Monday, November 08, 2004

One of over a thousand!

Dear North East 'No' Campaign
Thank you for being a competent, professional, down-to-earth campaigning team. Thank you for helping us to say 'No' to huge costs and 'Yes' to getting our current representatives - MPs, MEPs, councillors at various levels - to do the jobs that they are, after all, employed to do and which they have sworn oaths to do..... but which they then ignore in favour of party loyalty and expenses/pay-packet loyalty. That is the real problem that needs fixing that would solve all the other issues that people have been arguing about during the referendum campaign. We need to hold the current office holders to account before we start claiming that a new structure will somehow magically produce accountability from the same people - council leaders etc who would want jobs in an elected assembly - who have a track record of resisting accountability in their current and former public servant roles.

Incidentally, the official 'No' campaign wasn't half as good as your 'No' campaign. Their website just wasn't informative enough nor up-to-date enough. It came across as half-hearted and it lacked comprehensive information. Its design and navigation also wasn't as clear or accessible as yours.

If we'd failed to give a 'no' then some of the blame could be traced to the lack of an effective official 'No' campaign. But we also have to beware of being too web-based. Significant portions of society do not have computers and do not want them. Older people, for instance, have seen politicians come and go, they've seen previous spin and seen how it pans out. They've seen how 'this will give you a voice' has been used time and again and that it hasn't properly delivered 'a voice' yet. These people often do not have web access and would find it difficult to learn from the web even if they had access. These are the people, I believe, who will be instrumental in saying no to an EU constitution because they have lived long enough to not be swayed by window-dressing. They also fought for democratic rights and freedoms - suffragettes, two world wars - so they take these things less frivolously than the gung-ho younger generations who would give the EU a go just for the sake of trying it in their ignorance of the fact that it's all been tried before and it was called things like the German Empire, the British Empire, the Soviet Union.......The 'Yes' campaign was more active than all the 'No' campaigns put together in terms of sending leaflets and letters (to my house, at least), but then certain Labour MPs were in cahoots with them as well as certain sport personalities....... In any case, they weren't effective were they? Lessons learned all round.I'd like to see England united against these plans to fragment the country.

If each 'region' has a 'No' campaign that doesn't bother to join up with the 'No' campaigns of other regions then we have simply fragmented ourselves according to these regional maps from 'on high'. Obviously, that would be to hand them their victory. Unity is the immune system that maintains coherence and integrity in the face of threats of division. United we stand, divided we fall. It's as simple as that.I look forward to your campaign about the EU constitution. This country - preferably as the UK, but failing that, as England - needs to wake up in good time so that we can prevent a huge disaster in democracy that will, I believe, take about a century to correct if it's allowed to happen. An ounce of prevention is worth a pound of cure.

Once again, my gratitude for your teamwork and your campaigning to date.Yours sincerelyA very pleased voter!!

1 comment:

Anonymous said...

Two very good points about web based v doorstep contact, and the comment about unity.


(ABOUT THIS EXERCISE) Copy out all the lines of the data precisely, omitting any pictures.

BEGIN EXTRACTED RECORDS

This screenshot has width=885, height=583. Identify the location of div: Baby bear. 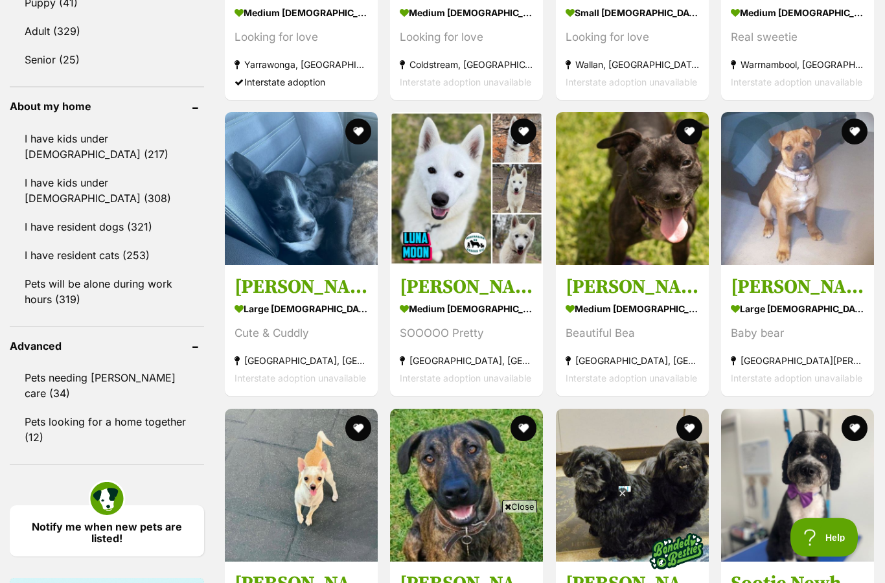
(797, 334).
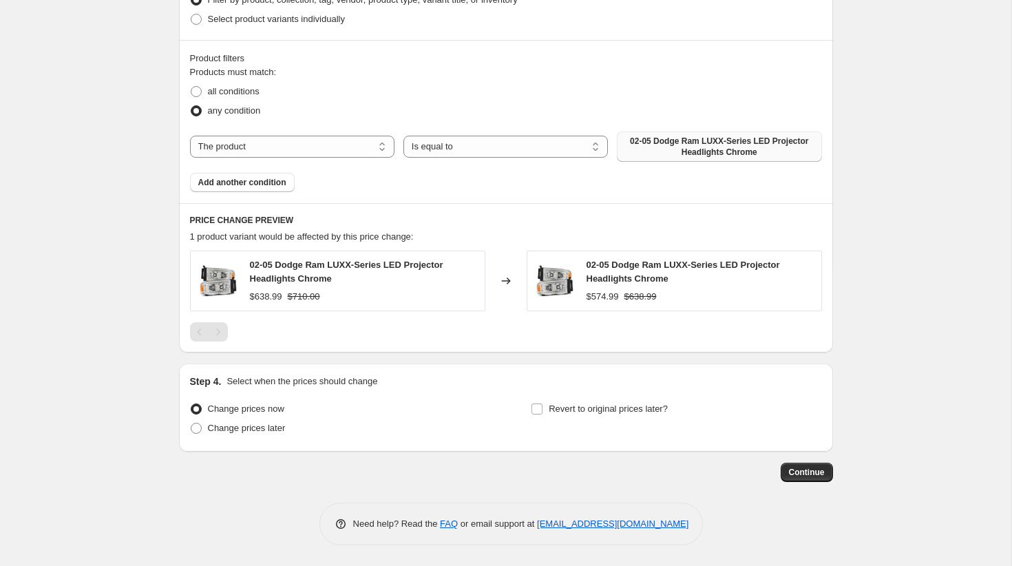  I want to click on span: 1 product variant would be affected by this price change:, so click(302, 236).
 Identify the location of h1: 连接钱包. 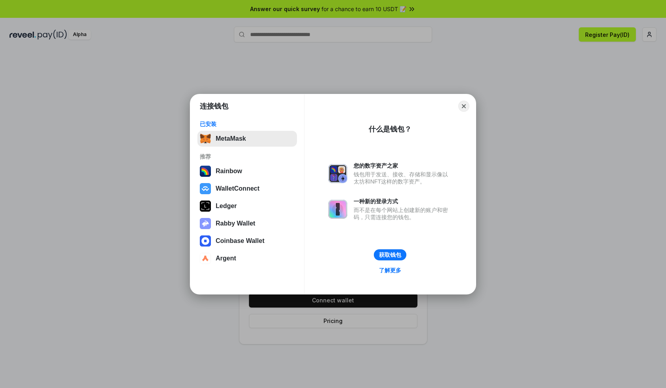
(214, 106).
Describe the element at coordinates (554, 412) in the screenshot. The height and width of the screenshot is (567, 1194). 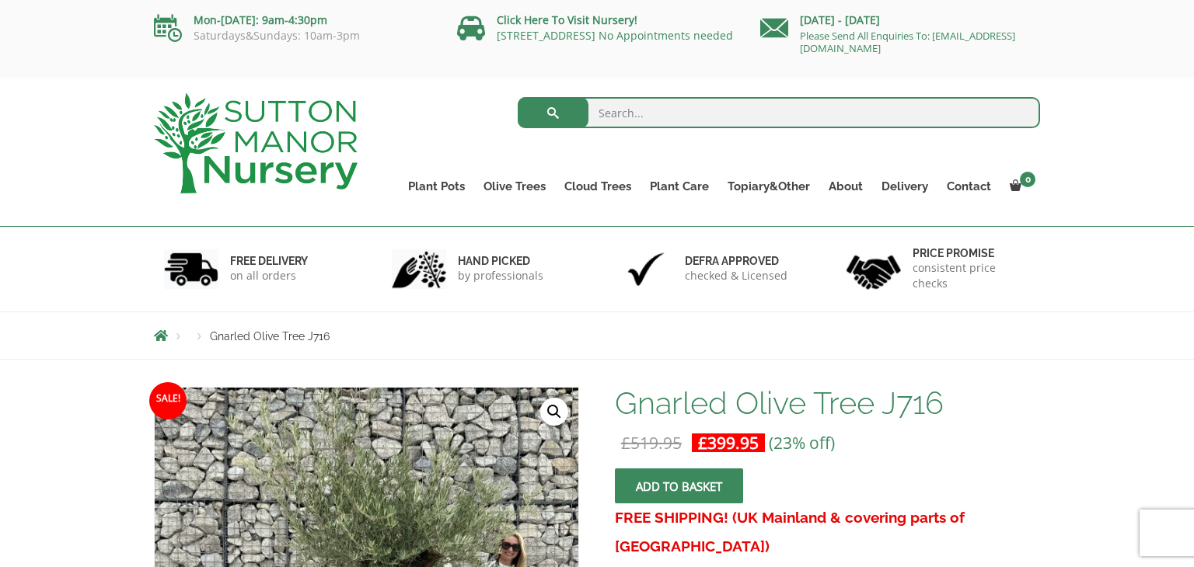
I see `a: View full-screen image gallery` at that location.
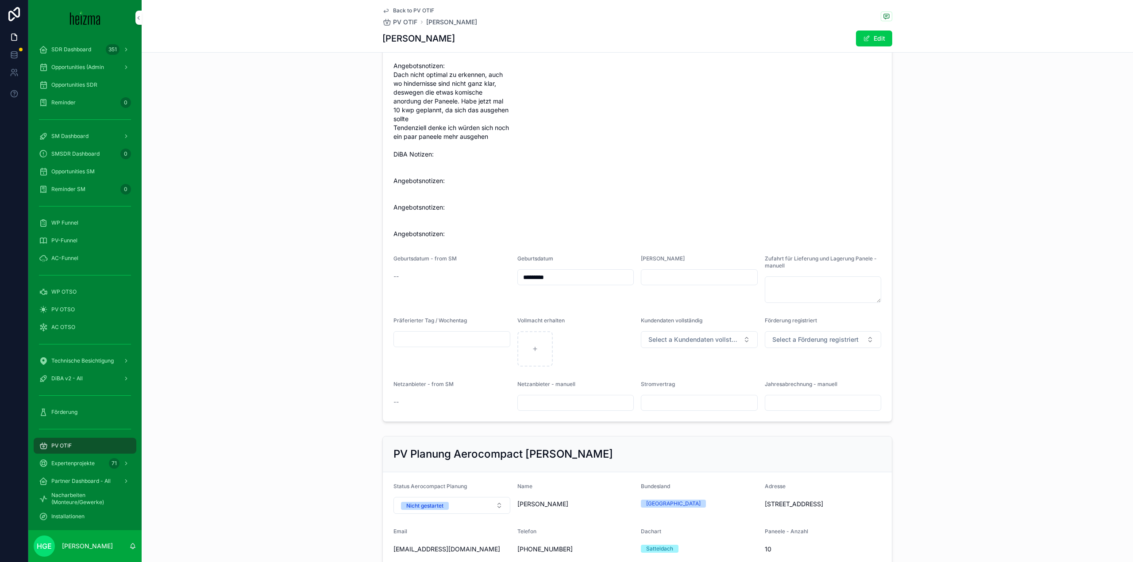  I want to click on span: Vollmacht erhalten, so click(541, 320).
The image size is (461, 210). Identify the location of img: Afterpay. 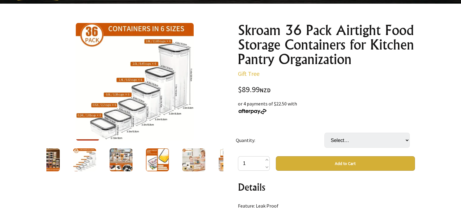
(252, 112).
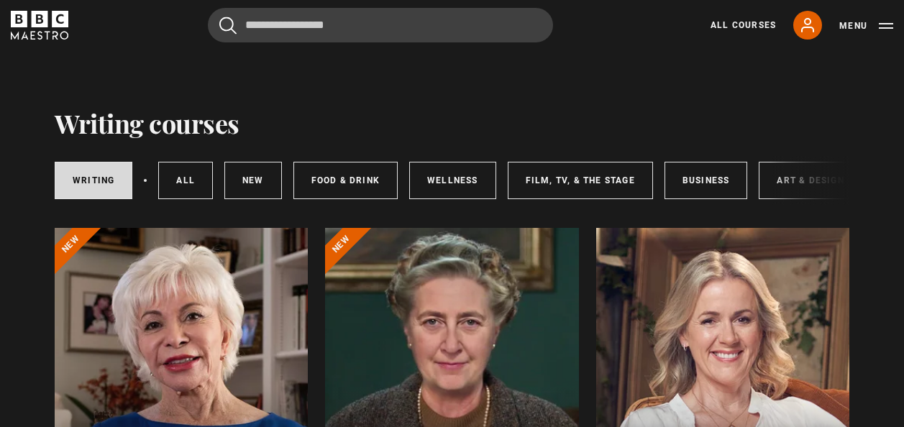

END EXTRACTED RECORDS

(ANSWER SECTION)
This screenshot has width=885, height=583. Identify the location of div: Baby bear. 
(797, 334).
  I want to click on span: 1 product variant would be affected by this price change:, so click(302, 236).
 Identify the location of h1: 连接钱包. 
(214, 106).
Describe the element at coordinates (554, 412) in the screenshot. The height and width of the screenshot is (567, 1194). 
I see `a: View full-screen image gallery` at that location.
  I want to click on span: Vollmacht erhalten, so click(541, 320).
The image size is (461, 210). Identify the location of img: Afterpay. 
(252, 112).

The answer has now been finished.